Brigid Kemmerer (More Than We Can Tell (Letters to the Lost, #2))
Della & I are drunk at the top of Mont-Royal. We have an open blue plastic thermos of red wine at our feet. It's the first day of spring & it's midnight & we've been peeling off layers of winter all day. We stand facing each other, as if to exchange vows, chests heaving from racing up & down the mountain to the sky. My face is hurting from smiling so much, aching at the edges of my words. She reaches out to hold my face in her hands, dirty palms form a bowl to rest my chin. I’m standing on a tree stump so we’re eye to eye. It’s hard to stay steady. I worry I may start to drool or laugh, I feel so unhinged from my body. It’s been one of those days I don’t want to end. Our goal was to shirk all responsibility merely to enjoy the lack of everyday obligations, to create fullness & purpose out of each other. Our knees are the colour of the ground-in grass. Our boots are caked in mud caskets. Under our nails is a mixture of minerals & organic matter, knuckles scraped by tree bark. We are the thaw embodied. She says, You have changed me, Eve, you are the single most important person in my life. If you were to leave me, I would die.
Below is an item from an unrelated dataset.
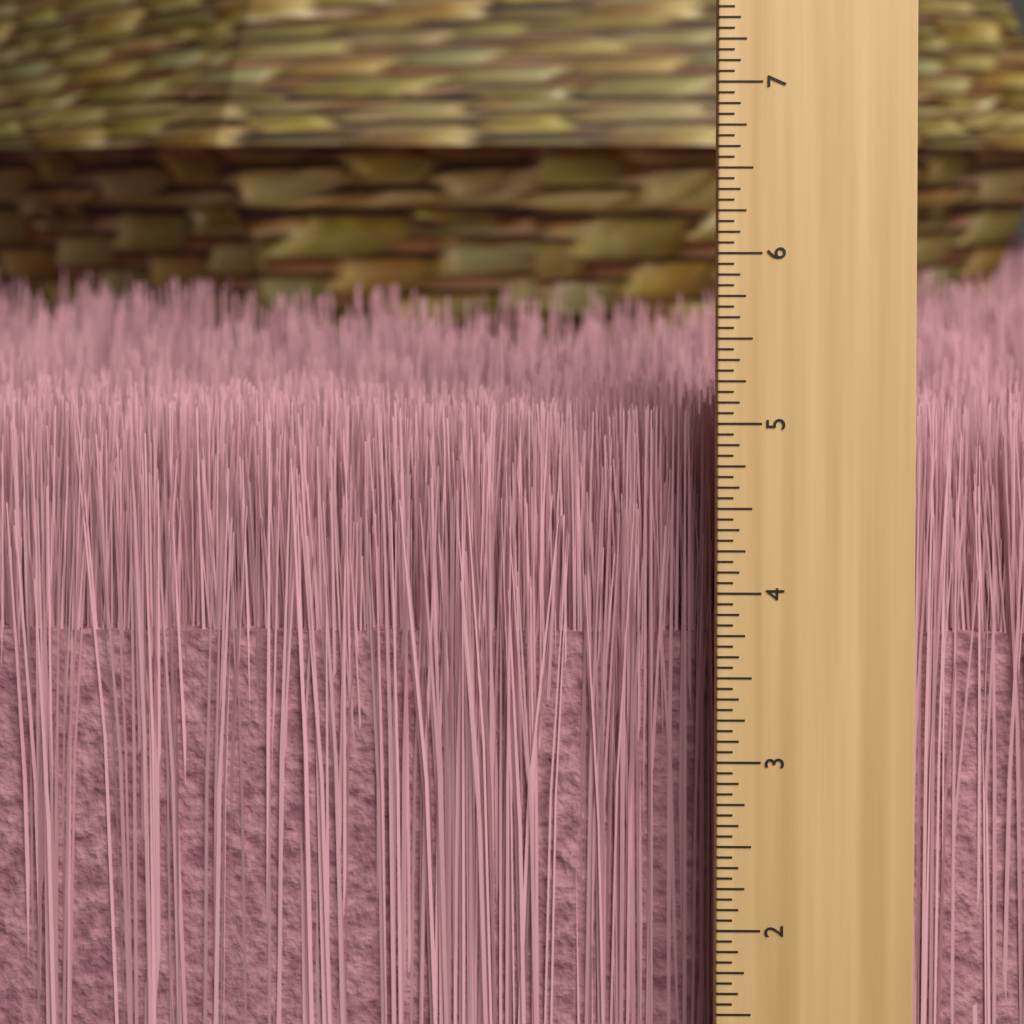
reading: 5.0000 inch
At that moment, our breath circling from my lungs & into hers, I am changed. Perhaps before this I could describe our relationship as an experiment, a happy accident, but this was irrefutable. I was completely consumed & consuming. It was as though we created some sort of object between us that we could see & almost hold. I would risk everything I’ve ever known to know only this. I wanted to honour her in a way that was understandable to every part of me. It was as though I could distill the meaning of us into something I could pour into a porcelain cup. Our bodies on top of this city, rulers of love. Originally, we were celebrating the fact that I got into Concordia’s visual arts program. But the congratulatory brunch she took me to at Café Santropol had turned into wine, which had turned into a day for declarations. I had a sense of spring in my body, that this season would meld into summer like a running-jump movie kiss. There would be days & days like this. XXXX gone away on a sojurn I didn’t care to note the details of, she simply ceased to be. Summer in Montreal in love is almost too much emotion to hold in an open mouth, it spills over, it causes me to not need any sleep. I don’t think I will ever feel as awake as I did in the summer of 1995.